The shift reduces the window attackers have to exploit stolen credentials, but remaining MFA bypasses keep npm a viable target for supply‑chain attacks, impacting the entire Node ecosystem.
npm has long been a cornerstone of the JavaScript ecosystem, but its token model made it an attractive vector for supply‑chain compromises. Classic tokens were static, often never expiring, and could be used to publish malicious versions without any source‑code verification. High‑profile incidents such as Sha1‑Hulud, Shai‑Hulud, and the chalk/debug breach demonstrated how stolen credentials can quickly cascade across thousands of downstream projects. These attacks highlighted the need for a fundamental redesign of authentication and credential rotation within the npm registry.
In December 2025 npm revoked all classic tokens and introduced short‑lived session tokens that default to multi‑factor authentication for publishing. The new workflow also encourages OIDC Trusted Publishing, allowing continuous‑integration pipelines to request per‑run credentials instead of storing long‑term secrets. While these measures shrink the attack window to a few hours, they do not eliminate all threats. Phishing campaigns that capture one‑time passwords can still harvest session tokens, and the console still permits the creation of 90‑day tokens with MFA bypass, effectively re‑introducing legacy risk.
The remaining gaps mean npm’s supply‑chain risk remains material for enterprises that rely on thousands of third‑party packages. Industry experts advise mandating OIDC across all CI/CD tools, enforcing MFA for every publish operation, and adding security metadata to package manifests so consumers can verify a maintainer’s protection level. Solutions such as Chainguard Libraries for JavaScript illustrate a complementary approach: building packages from verified upstream source code eliminates the 98.5 % of malware that only appears in published artifacts. Together, layered credential hygiene and source‑based verification form a more resilient defense against future npm attacks.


■ **ACTIVITY**:
What is needed is a faithful copy of all the entries, with no pictures in it.

■ **DATA SUPPLIED**:
----------

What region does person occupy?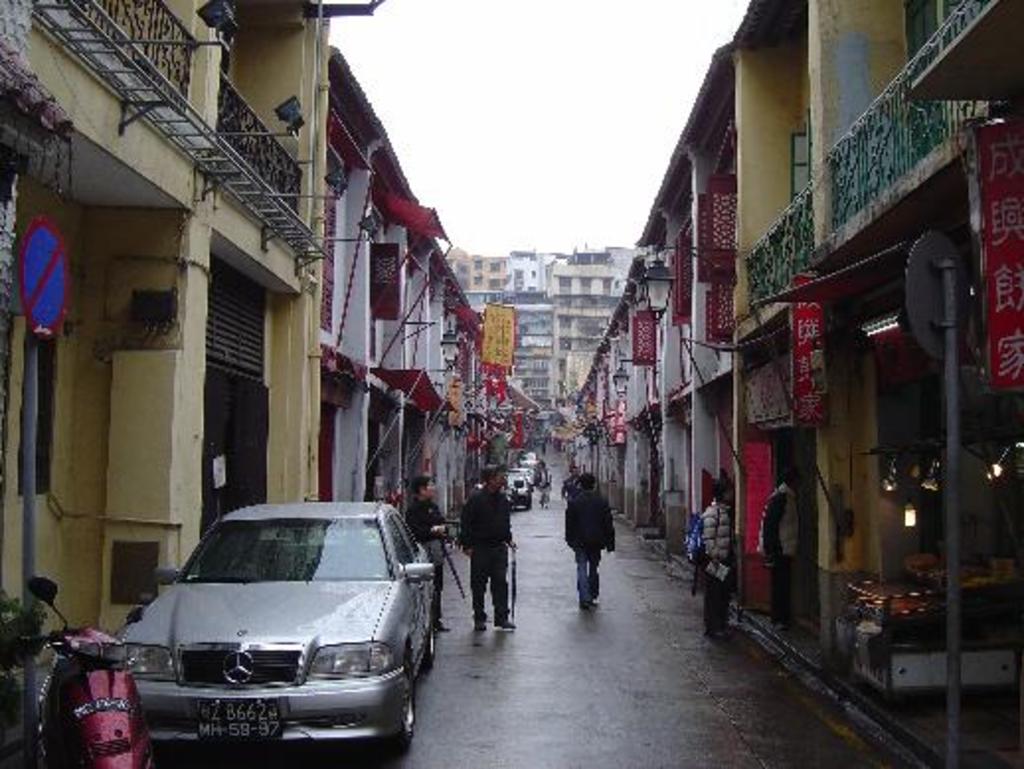
{"left": 559, "top": 463, "right": 583, "bottom": 496}.
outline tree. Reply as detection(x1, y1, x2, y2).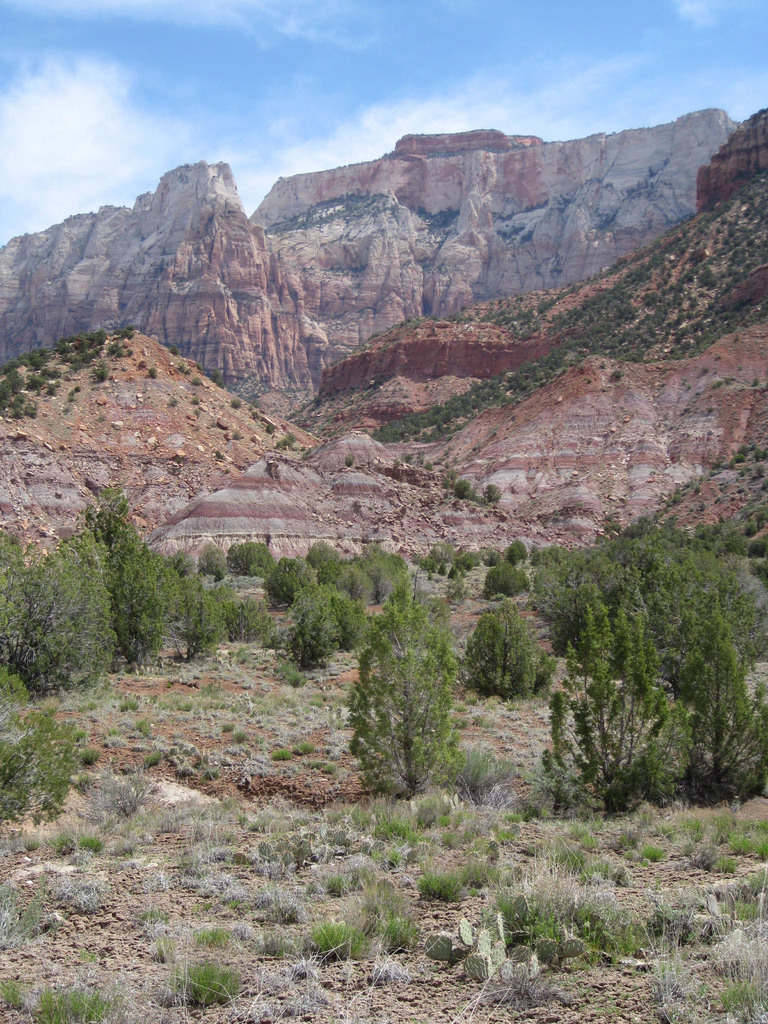
detection(347, 556, 475, 799).
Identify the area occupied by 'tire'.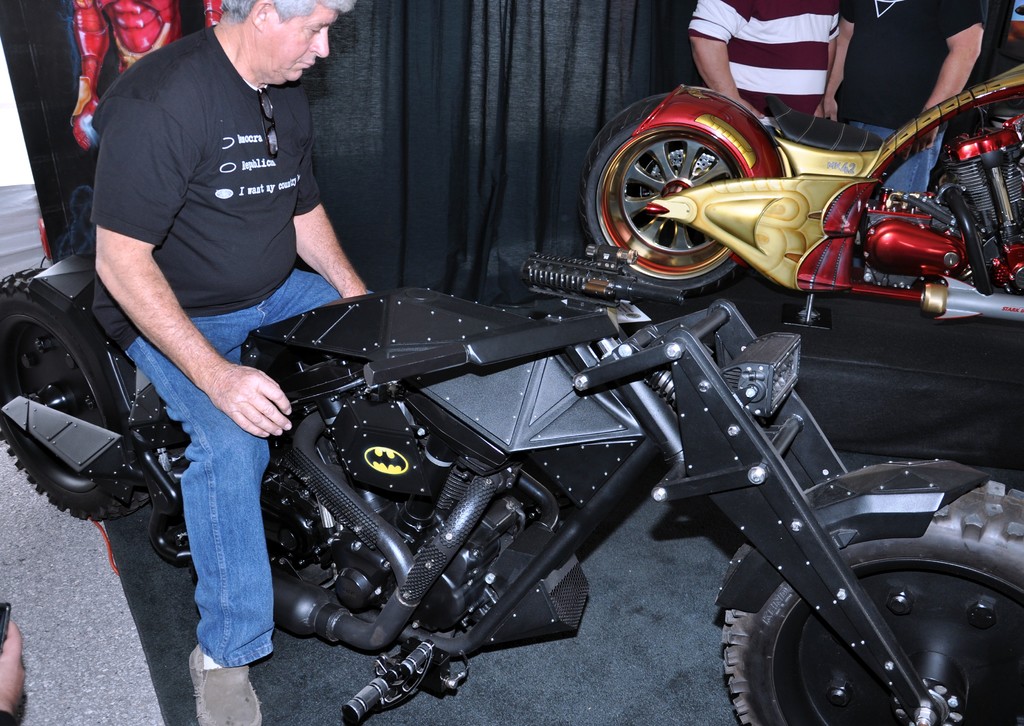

----------

■ **SOLUTION TO THIS TASK**:
What region does person occupy?
{"left": 559, "top": 463, "right": 583, "bottom": 496}.
outline tree. Reply as detection(x1, y1, x2, y2).
detection(347, 556, 475, 799).
Identify the area occupied by 'tire'.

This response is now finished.